Tuesday, June 3, 2008

I Get Tired of OOP Sometimes

I'm learning the ADO.NET Entity Framework particulars and I found this highly instructional ADO.NET Entity Framework Overview document => http://msdn.microsoft.com/en-us/library/aa697427(vs.80).aspx

In it I found a somewhat contentious paragraph describing the value of the client-views infrastructure required to stylize the consumption of the logical data model, using .NET code rather than database views.

An obvious question at this point would be why not just use traditional database views for this. While database views can abstract many of the mappings, often that solution won't work for several process and functional reasons: (a) many of the views are simply too complex to be generated and maintained by developers in a cost-effective way, even for some simple conceptual to logical mappings, (b) the classes of views that have the property of being automatically updatable at the store are limited, and (c) databases for core-systems in medium and large companies are used by many central and departmental applications, and having each individual application create several views in the database would pollute the database schema and create significant maintenance workload for the database administrators. In addition, database views are limited to the expressivity of the relational model, and typically lack some of the more real-world concepts of the Entity Data Model, such as inheritance and complex types.

I'd like to address this paragraph point by point since it is an obvious developer-helpless-against-the-database snippet of half truths that I think is troublesome too read, coming from my I-am-king-of-my-database point of view.

An obvious question at this point would be why not just use traditional database views for this.
This is a great question that was percolating in my mind the second I started reading about the client-view infrastructure. I love it when that happens.

While database views can abstract many of the mappings, often that solution won't work for several process and functional reasons: (a) many of the views are simply too complex to be generated and maintained by developers in a cost-effective way, even for some simple conceptual to logical mappings,
This has never happened to me even once. I've mapped dozens of domains to normalized database objects and all the necessary stylized views required from the nature of the conceptual model. Never once has it been too complicated or expensive to do. What I have experienced are conceptual models that radically change in structure because they never really represented whatever they were intended to represent in the first place. Such radical overhauls are problematic during development and possibly catastrophic post-production. However that is not a function of the shortcomings of the database tier to cooperate with whatever is asked from it. Also, I've seen conceptually illogical models that were overly complex and irrational to cover up the tracks of the modeling wing of the development team's incompetency - illogical irrational models are indeed too complex to be generated and maintained in a cost effective way. Perhaps, I've just never run into these simple conceptual models that can't be mapped to logical underpinnings in the database. My intuition says, show me such a model and my guess is that the model is ill-serving the application.

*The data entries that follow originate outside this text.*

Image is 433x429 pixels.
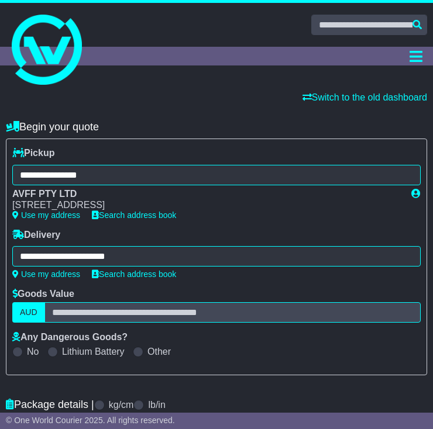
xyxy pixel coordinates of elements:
label: Delivery [12,229,60,240]
div: AVFF PTY LTD [12,188,400,200]
a: Use my address [12,211,80,220]
label: kg/cm [109,400,134,411]
label: Other [147,346,171,357]
a: Use my address [12,270,80,279]
label: No [27,346,39,357]
label: Pickup [12,147,54,159]
label: Lithium Battery [62,346,125,357]
button: Toggle navigation [404,47,427,66]
label: Any Dangerous Goods? [12,332,128,343]
h4: Begin your quote [6,121,427,133]
h4: Package details | [6,399,94,411]
a: Search address book [92,211,176,220]
div: [STREET_ADDRESS] [12,200,400,211]
label: Goods Value [12,288,74,300]
label: lb/in [148,400,165,411]
a: Search address book [92,270,176,279]
a: Switch to the old dashboard [302,92,427,102]
label: AUD [12,302,45,323]
span: © One World Courier 2025. All rights reserved. [6,416,175,425]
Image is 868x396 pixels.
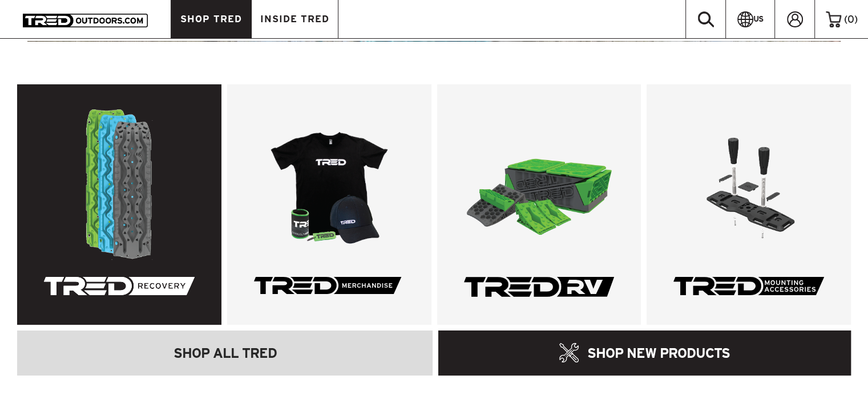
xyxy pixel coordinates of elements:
[260,14,329,24] span: INSIDE TRED
[438,331,851,376] a: SHOP NEW PRODUCTS
[181,14,242,24] span: SHOP TRED
[844,14,858,24] span: ( )
[847,13,855,24] span: 0
[825,12,841,28] img: cart-icon
[23,13,148,28] img: TRED Outdoors America
[17,331,432,376] a: SHOP ALL TRED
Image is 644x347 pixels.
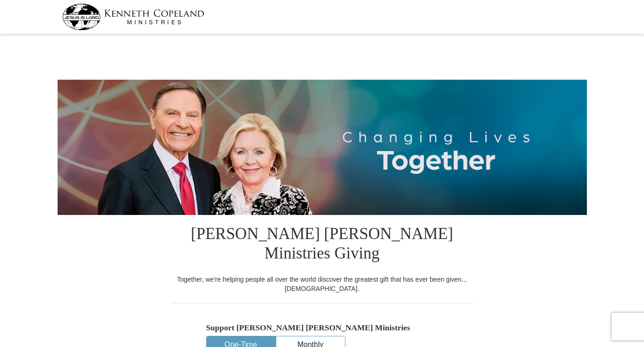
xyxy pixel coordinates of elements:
h1: [PERSON_NAME] [PERSON_NAME] Ministries Giving [171,215,473,275]
img: kcm-header-logo.svg [63,4,204,30]
div: Together, we're helping people all over the world discover the greatest gift that has ever been g... [171,275,473,293]
h5: Support [PERSON_NAME] [PERSON_NAME] Ministries [206,323,438,333]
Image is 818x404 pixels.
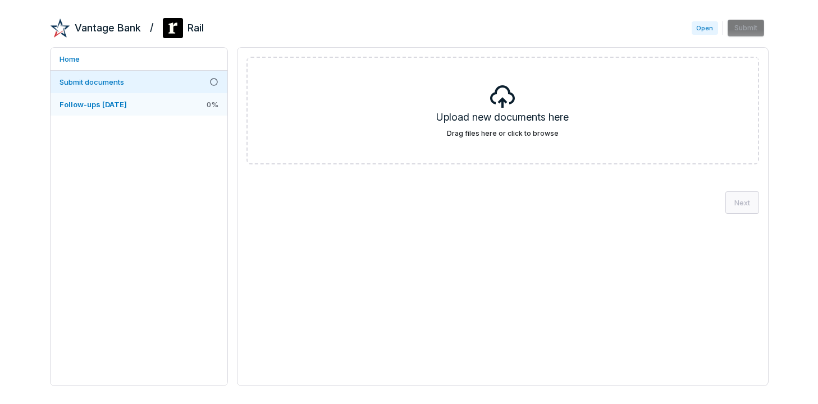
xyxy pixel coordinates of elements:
a: Follow-ups [DATE]0% [51,93,227,116]
label: Drag files here or click to browse [447,129,559,138]
h2: / [150,18,154,35]
span: Submit documents [60,78,124,86]
span: 0 % [207,99,218,110]
h2: Vantage Bank [75,21,141,35]
h2: Rail [188,21,204,35]
span: Follow-ups [DATE] [60,100,127,109]
a: Home [51,48,227,70]
span: Open [692,21,718,35]
h5: Upload new documents here [436,110,569,129]
a: Submit documents [51,71,227,93]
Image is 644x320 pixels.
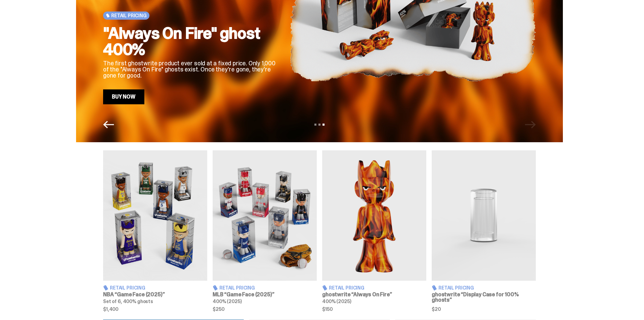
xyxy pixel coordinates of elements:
span: $1,400 [103,307,207,311]
span: Retail Pricing [219,286,255,290]
img: Always On Fire [322,150,426,281]
span: $20 [432,307,536,311]
h3: NBA “Game Face (2025)” [103,292,207,297]
span: 400% (2025) [212,298,241,304]
p: The first ghostwrite product ever sold at a fixed price. Only 1,000 of the "Always On Fire" ghost... [103,60,279,78]
img: Game Face (2025) [212,150,317,281]
span: 400% (2025) [322,298,351,304]
span: Retail Pricing [329,286,364,290]
button: View slide 2 [318,123,320,126]
span: Retail Pricing [111,13,147,18]
button: Previous [103,119,114,130]
img: Game Face (2025) [103,150,207,281]
span: Retail Pricing [438,286,474,290]
span: Retail Pricing [110,286,145,290]
a: Game Face (2025) Retail Pricing [103,150,207,311]
button: View slide 1 [314,123,317,126]
a: Always On Fire Retail Pricing [322,150,426,311]
a: Buy Now [103,89,145,104]
a: Display Case for 100% ghosts Retail Pricing [432,150,536,311]
h3: MLB “Game Face (2025)” [212,292,317,297]
span: $150 [322,307,426,311]
button: View slide 3 [323,123,324,126]
a: Game Face (2025) Retail Pricing [212,150,317,311]
h3: ghostwrite “Display Case for 100% ghosts” [432,292,536,303]
span: Set of 6, 400% ghosts [103,298,153,304]
h2: "Always On Fire" ghost 400% [103,25,279,58]
img: Display Case for 100% ghosts [432,150,536,281]
span: $250 [212,307,317,311]
h3: ghostwrite “Always On Fire” [322,292,426,297]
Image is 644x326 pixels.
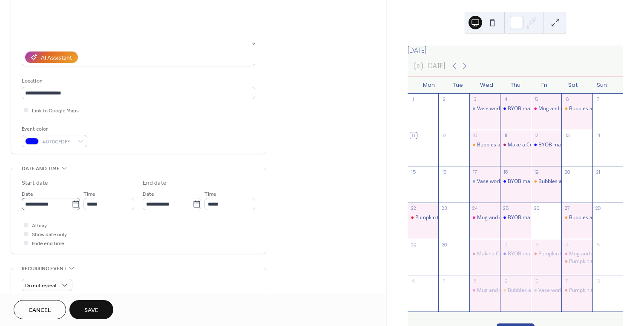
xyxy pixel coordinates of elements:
[415,214,481,221] div: Pumpkin tea light workshop
[539,178,625,185] div: Bubbles and butter dishes workshop
[22,77,254,86] div: Location
[13,300,66,319] button: Cancel
[469,287,500,294] div: Mug and coaster workshop
[561,250,592,257] div: Mug and coaster workshop
[595,205,602,211] div: 28
[408,214,438,221] div: Pumpkin tea light workshop
[564,278,571,284] div: 11
[531,105,561,112] div: Mug and coaster workshop
[441,169,447,175] div: 16
[569,250,634,257] div: Mug and coaster workshop
[564,96,571,103] div: 6
[411,205,417,211] div: 22
[41,54,72,62] div: AI Assistant
[539,287,574,294] div: Vase workshop
[533,133,540,139] div: 12
[32,230,67,239] span: Show date only
[441,96,447,103] div: 2
[564,241,571,248] div: 4
[469,178,500,185] div: Vase workshop
[32,106,79,116] span: Link to Google Maps
[500,214,531,221] div: BYOB make a mug
[477,214,542,221] div: Mug and coaster workshop
[469,105,500,112] div: Vase workshop
[539,250,604,257] div: Pumpkin tea light workshop
[472,133,479,139] div: 10
[561,287,592,294] div: Pumpkin tea light workshop
[22,125,86,134] div: Event color
[595,169,602,175] div: 21
[472,169,479,175] div: 17
[411,96,417,103] div: 1
[569,258,634,265] div: Pumpkin tea light workshop
[508,214,552,221] div: BYOB make a mug
[143,179,167,188] div: End date
[503,96,509,103] div: 4
[508,287,594,294] div: Bubbles and butter dishes workshop
[415,77,444,94] div: Mon
[533,278,540,284] div: 10
[595,133,602,139] div: 14
[411,241,417,248] div: 29
[472,96,479,103] div: 3
[500,250,531,257] div: BYOB make a mug
[501,77,530,94] div: Thu
[503,278,509,284] div: 9
[25,281,57,291] span: Do not repeat
[205,190,216,199] span: Time
[508,141,572,149] div: Make a Ceramic Oil burner
[411,169,417,175] div: 15
[477,178,513,185] div: Vase workshop
[408,45,623,56] div: [DATE]
[531,141,561,149] div: BYOB make a mug
[472,241,479,248] div: 1
[84,306,99,315] span: Save
[564,205,571,211] div: 27
[469,214,500,221] div: Mug and coaster workshop
[22,264,67,273] span: Recurring event
[477,105,513,112] div: Vase workshop
[530,77,559,94] div: Fri
[564,169,571,175] div: 20
[588,77,617,94] div: Sun
[595,278,602,284] div: 12
[469,141,500,149] div: Bubbles and butter dishes workshop
[503,133,509,139] div: 11
[561,214,592,221] div: Bubbles and butter dishes workshop
[22,190,33,199] span: Date
[564,133,571,139] div: 13
[32,239,65,248] span: Hide end time
[500,178,531,185] div: BYOB make a mug
[533,205,540,211] div: 26
[444,77,473,94] div: Tue
[595,96,602,103] div: 7
[441,241,447,248] div: 30
[561,258,592,265] div: Pumpkin tea light workshop
[472,278,479,284] div: 8
[531,287,561,294] div: Vase workshop
[477,287,542,294] div: Mug and coaster workshop
[508,178,552,185] div: BYOB make a mug
[561,105,592,112] div: Bubbles and butter dishes workshop
[411,278,417,284] div: 6
[508,105,552,112] div: BYOB make a mug
[441,133,447,139] div: 9
[531,178,561,185] div: Bubbles and butter dishes workshop
[28,306,51,315] span: Cancel
[503,205,509,211] div: 25
[533,169,540,175] div: 19
[472,205,479,211] div: 24
[508,250,552,257] div: BYOB make a mug
[539,105,603,112] div: Mug and coaster workshop
[469,250,500,257] div: Make a Ceramic Oil burner
[84,190,96,199] span: Time
[441,205,447,211] div: 23
[411,133,417,139] div: 8
[500,105,531,112] div: BYOB make a mug
[22,164,60,173] span: Date and time
[531,250,561,257] div: Pumpkin tea light workshop
[143,190,154,199] span: Date
[25,52,78,63] button: AI Assistant
[441,278,447,284] div: 7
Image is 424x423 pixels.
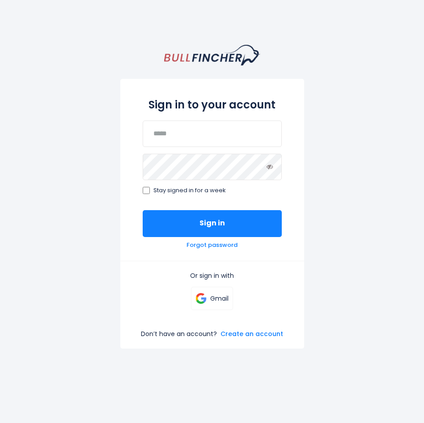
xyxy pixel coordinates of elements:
input: Stay signed in for a week [143,187,150,194]
a: Create an account [221,330,283,338]
p: Gmail [210,294,229,302]
p: Don’t have an account? [141,330,217,338]
a: Forgot password [187,241,238,249]
h2: Sign in to your account [143,98,282,111]
button: Sign in [143,210,282,237]
a: homepage [164,45,261,65]
a: Gmail [191,287,233,310]
span: Stay signed in for a week [154,187,226,194]
p: Or sign in with [143,271,282,279]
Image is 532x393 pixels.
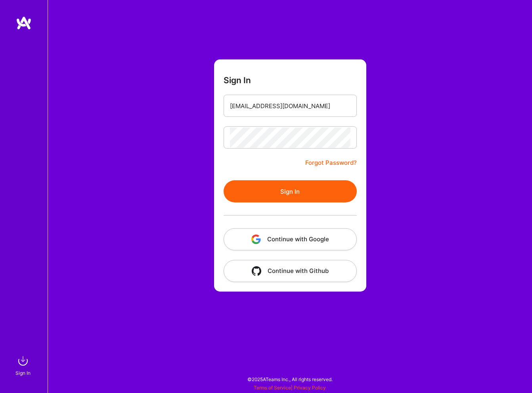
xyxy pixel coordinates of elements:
div: © 2025 ATeams Inc., All rights reserved. [47,369,532,389]
button: Sign In [224,180,357,203]
a: Privacy Policy [294,385,326,391]
input: Email... [230,96,351,116]
img: icon [252,234,261,244]
button: Continue with Github [224,260,357,282]
div: Sign In [16,369,30,377]
h3: Sign In [224,75,251,85]
button: Continue with Google [224,228,357,250]
a: Terms of Service [254,385,291,391]
img: sign in [15,353,31,369]
a: sign inSign In [17,353,31,377]
span: | [254,385,326,391]
img: logo [16,16,32,30]
a: Forgot Password? [305,158,357,168]
img: icon [252,266,261,276]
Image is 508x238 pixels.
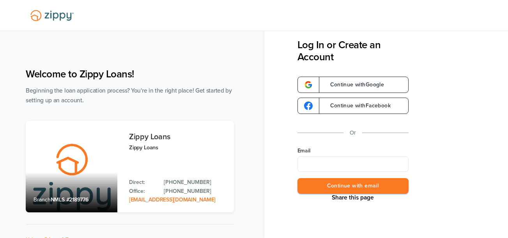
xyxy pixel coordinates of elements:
a: google-logoContinue withFacebook [297,98,408,114]
h3: Log In or Create an Account [297,39,408,63]
img: google-logo [304,81,312,89]
a: google-logoContinue withGoogle [297,77,408,93]
h1: Welcome to Zippy Loans! [26,68,234,80]
span: Continue with Google [322,82,384,88]
a: Direct Phone: 512-975-2947 [164,178,226,187]
a: Office Phone: 512-975-2947 [164,187,226,196]
img: google-logo [304,102,312,110]
p: Direct: [129,178,156,187]
a: Email Address: zippyguide@zippymh.com [129,197,215,203]
img: Lender Logo [26,7,78,25]
p: Zippy Loans [129,143,226,152]
label: Email [297,147,408,155]
span: Beginning the loan application process? You're in the right place! Get started by setting up an a... [26,87,232,104]
p: Office: [129,187,156,196]
button: Continue with email [297,178,408,194]
input: Email Address [297,157,408,172]
h3: Zippy Loans [129,133,226,141]
button: Share This Page [329,194,376,202]
p: Or [349,128,356,138]
span: Continue with Facebook [322,103,390,109]
span: Branch [34,197,51,203]
span: NMLS #2189776 [51,197,88,203]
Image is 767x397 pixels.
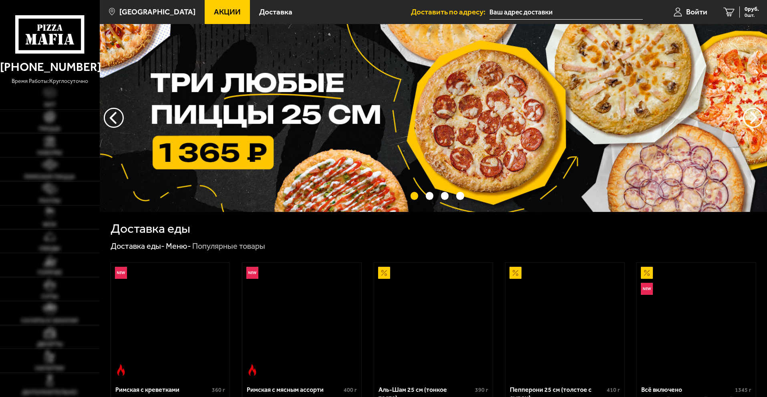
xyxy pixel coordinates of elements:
[686,8,707,16] span: Войти
[246,364,258,376] img: Острое блюдо
[212,387,225,393] span: 360 г
[637,263,756,380] a: АкционныйНовинкаВсё включено
[41,294,58,300] span: Супы
[441,192,449,200] button: точки переключения
[21,318,78,324] span: Салаты и закуски
[607,387,620,393] span: 410 г
[22,389,77,395] span: Дополнительно
[743,108,763,128] button: предыдущий
[378,267,390,279] img: Акционный
[43,222,56,228] span: WOK
[735,387,752,393] span: 1345 г
[641,283,653,295] img: Новинка
[104,108,124,128] button: следующий
[111,222,190,235] h1: Доставка еды
[247,386,342,393] div: Римская с мясным ассорти
[111,263,230,380] a: НовинкаОстрое блюдоРимская с креветками
[44,102,56,108] span: Хит
[214,8,241,16] span: Акции
[24,174,75,180] span: Римская пицца
[344,387,357,393] span: 400 г
[37,341,63,347] span: Десерты
[456,192,464,200] button: точки переключения
[166,241,191,251] a: Меню-
[246,267,258,279] img: Новинка
[119,8,196,16] span: [GEOGRAPHIC_DATA]
[745,13,759,18] span: 0 шт.
[641,267,653,279] img: Акционный
[641,386,733,393] div: Всё включено
[39,126,60,132] span: Пицца
[490,5,643,20] input: Ваш адрес доставки
[38,270,62,276] span: Горячее
[37,150,62,156] span: Наборы
[411,8,490,16] span: Доставить по адресу:
[745,6,759,12] span: 0 руб.
[242,263,361,380] a: НовинкаОстрое блюдоРимская с мясным ассорти
[510,267,522,279] img: Акционный
[115,364,127,376] img: Острое блюдо
[111,241,165,251] a: Доставка еды-
[115,267,127,279] img: Новинка
[39,198,60,204] span: Роллы
[411,192,418,200] button: точки переключения
[115,386,210,393] div: Римская с креветками
[259,8,292,16] span: Доставка
[192,241,265,252] div: Популярные товары
[374,263,493,380] a: АкционныйАль-Шам 25 см (тонкое тесто)
[475,387,488,393] span: 390 г
[506,263,625,380] a: АкционныйПепперони 25 см (толстое с сыром)
[35,365,64,371] span: Напитки
[426,192,433,200] button: точки переключения
[39,246,60,252] span: Обеды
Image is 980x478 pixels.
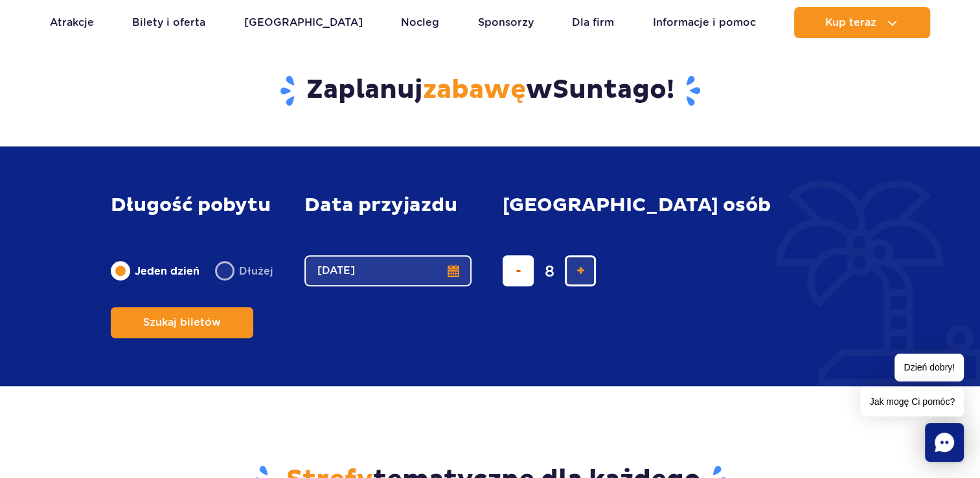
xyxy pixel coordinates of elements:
label: Jeden dzień [111,257,199,284]
span: Jak mogę Ci pomóc? [860,387,963,417]
span: Dzień dobry! [894,354,963,382]
button: Szukaj biletów [111,307,253,338]
span: zabawę [423,74,526,106]
h3: Zaplanuj w ! [111,74,869,108]
label: Dłużej [215,257,273,284]
input: liczba biletów [533,255,564,286]
a: Dla firm [572,7,614,38]
button: usuń bilet [502,255,533,286]
a: Bilety i oferta [132,7,205,38]
a: Atrakcje [50,7,94,38]
a: [GEOGRAPHIC_DATA] [244,7,363,38]
button: Kup teraz [794,7,930,38]
span: Suntago [552,74,666,106]
span: Szukaj biletów [143,317,221,328]
form: Planowanie wizyty w Park of Poland [111,168,869,364]
button: dodaj bilet [564,255,596,286]
span: Długość pobytu [111,195,271,216]
div: Chat [924,423,963,462]
span: Kup teraz [825,17,876,28]
span: [GEOGRAPHIC_DATA] osób [502,195,770,216]
span: Data przyjazdu [304,195,457,216]
a: Nocleg [401,7,439,38]
a: Informacje i pomoc [653,7,756,38]
a: Sponsorzy [478,7,533,38]
button: [DATE] [304,255,471,286]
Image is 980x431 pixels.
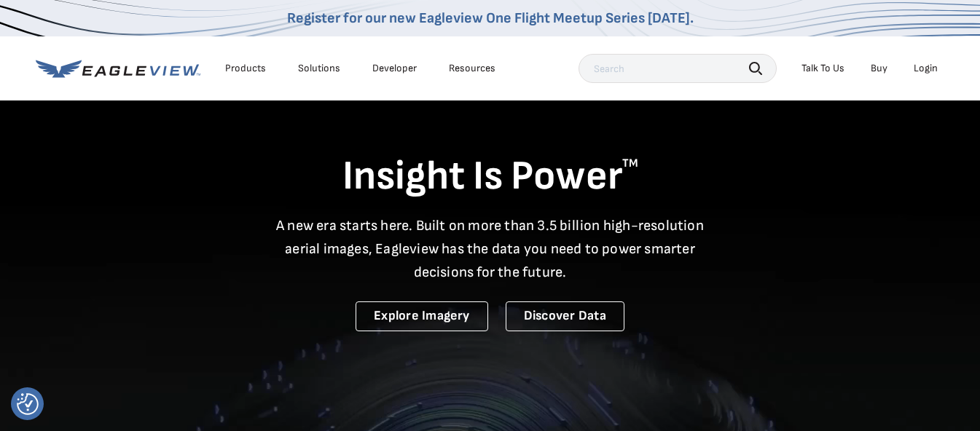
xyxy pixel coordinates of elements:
[801,61,844,75] div: Talk To Us
[225,61,266,75] div: Products
[287,10,693,27] a: Register for our new Eagleview One Flight Meetup Series [DATE].
[448,61,495,75] div: Resources
[372,61,417,75] a: Developer
[16,394,38,416] img: Revisit consent button
[506,301,624,331] a: Discover Data
[298,61,340,75] div: Solutions
[267,214,713,284] p: A new era starts here. Built on more than 3.5 billion high-resolution aerial images, Eagleview ha...
[871,61,887,75] a: Buy
[914,61,938,75] div: Login
[579,54,777,84] input: Search
[355,301,488,331] a: Explore Imagery
[16,394,38,416] button: Consent Preferences
[622,156,638,171] sup: TM
[36,152,944,203] h1: Insight Is Power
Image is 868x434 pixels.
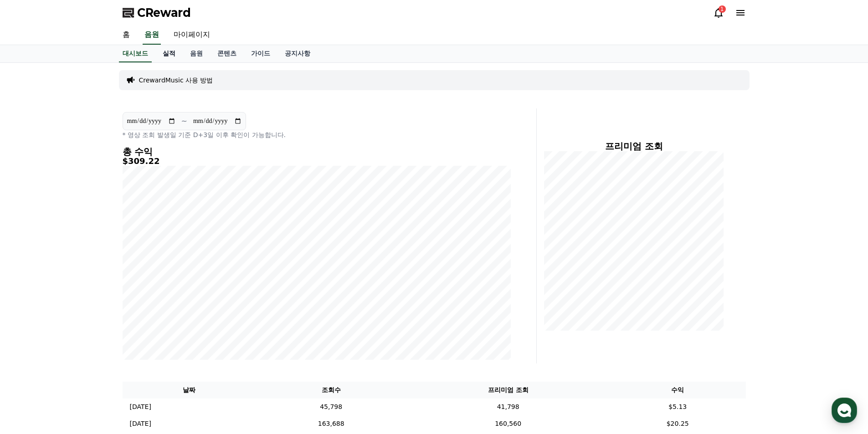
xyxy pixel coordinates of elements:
[610,398,746,416] td: $5.13
[544,141,724,151] h4: 프리미엄 조회
[210,45,244,63] a: 콘텐츠
[719,5,726,13] div: 1
[123,381,257,398] th: 날짜
[123,146,511,156] h4: 총 수익
[256,416,407,432] td: 163,688
[278,45,318,63] a: 공지사항
[130,419,151,429] p: [DATE]
[140,302,152,310] span: 설정
[244,45,278,63] a: 가이드
[123,130,511,140] p: * 영상 조회 발생일 기준 D+3일 이후 확인이 가능합니다.
[182,116,187,127] p: ~
[3,289,60,311] a: 홈
[29,302,34,310] span: 홈
[123,5,191,20] a: CReward
[407,381,610,398] th: 프리미엄 조회
[610,381,746,398] th: 수익
[143,25,161,45] a: 음원
[119,45,152,63] a: 대시보드
[118,289,175,311] a: 설정
[182,45,210,63] a: 음원
[137,5,191,20] span: CReward
[130,402,151,412] p: [DATE]
[407,398,610,416] td: 41,798
[610,416,746,432] td: $20.25
[139,76,213,85] a: CrewardMusic 사용 방법
[83,303,95,310] span: 대화
[256,398,407,416] td: 45,798
[123,156,511,166] h5: $309.22
[115,25,137,45] a: 홈
[156,45,182,63] a: 실적
[166,25,218,45] a: 마이페이지
[407,416,610,432] td: 160,560
[60,289,118,311] a: 대화
[256,381,407,398] th: 조회수
[713,8,724,18] a: 1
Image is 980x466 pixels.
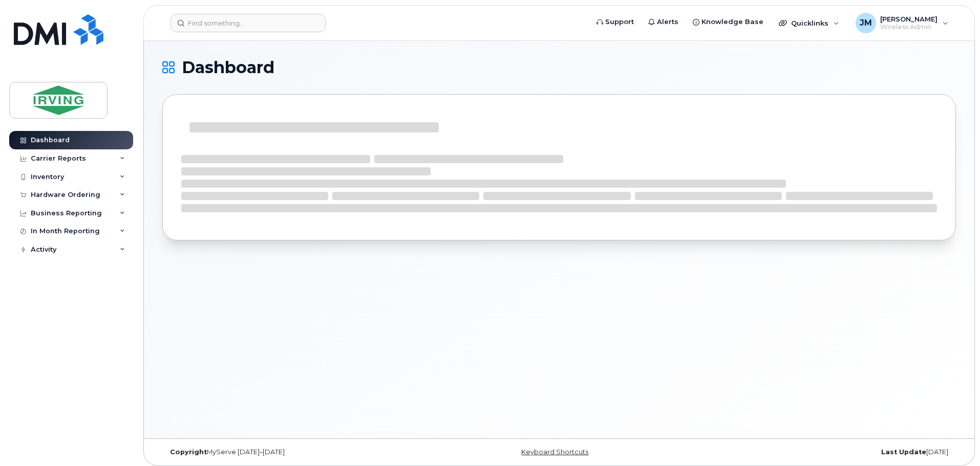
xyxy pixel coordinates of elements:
a: Keyboard Shortcuts [521,448,588,456]
div: MyServe [DATE]–[DATE] [162,448,427,456]
span: Dashboard [182,60,275,76]
div: [DATE] [691,448,956,456]
strong: Copyright [170,448,207,456]
strong: Last Update [881,448,926,456]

(b) the classes of views that have the property of being automatically updatable at the store are limited, and
This is true, sort of. A view can easily be constructed that provides an ambiguity on update, rendering this "automatic" feature unusable. However with Oracle, it's a simple matter to put an INSTEAD OF trigger to eliminate the ambiguity.

(c) databases for core-systems in medium and large companies are used by many central and departmental applications, and having each individual application create several views in the database would pollute the database schema
Huh? Every database platform has means to cleanly segregate database objects to eliminate this so-called "pollution". Calling something useful and perhaps necessary isn't really pollution, is it? It sounds like something the convenience store guy in Clerks would say, "You know the Customers are the only problem with this job." Also, when you have views in a database, the greatest asset of the database comes into play, physical integrity. For instance, if you have on of those core-systems, and the development team creates a new application that necessitates creating some views in the database there is no better means of knowing that changes to the core-systems physical structure have impacted this new application than when the view becomes invalid, obviously known from the data dictionary. This coupling is essential in my opinion.

and create significant maintenance workload for the database administrators,
If your database administrator is complaining about the maintenance workload for adding views into the database, please fire him immediately.

In addition, database views are limited to the expressivity of the relational model, and typically lack some of the more real-world concepts of the Entity Data Model, such as inheritance and complex types.
This is perhaps the most irritating statement. Listen up Mister and Missus Object Modeler: there isn't a single concept that you can model that the relational model can't persist. Period. If you believe otherwise, shed your belief immediately. Although you may not be able to express relationally your Masterpiece object model, that is reflection on you, not the massively stable and proven underpinnings of relational modeling. Just as a relational data guy like me struggles to create rich and useful conceptual object models realizes and admits where the rubber isn't meeting the road, me, so should you.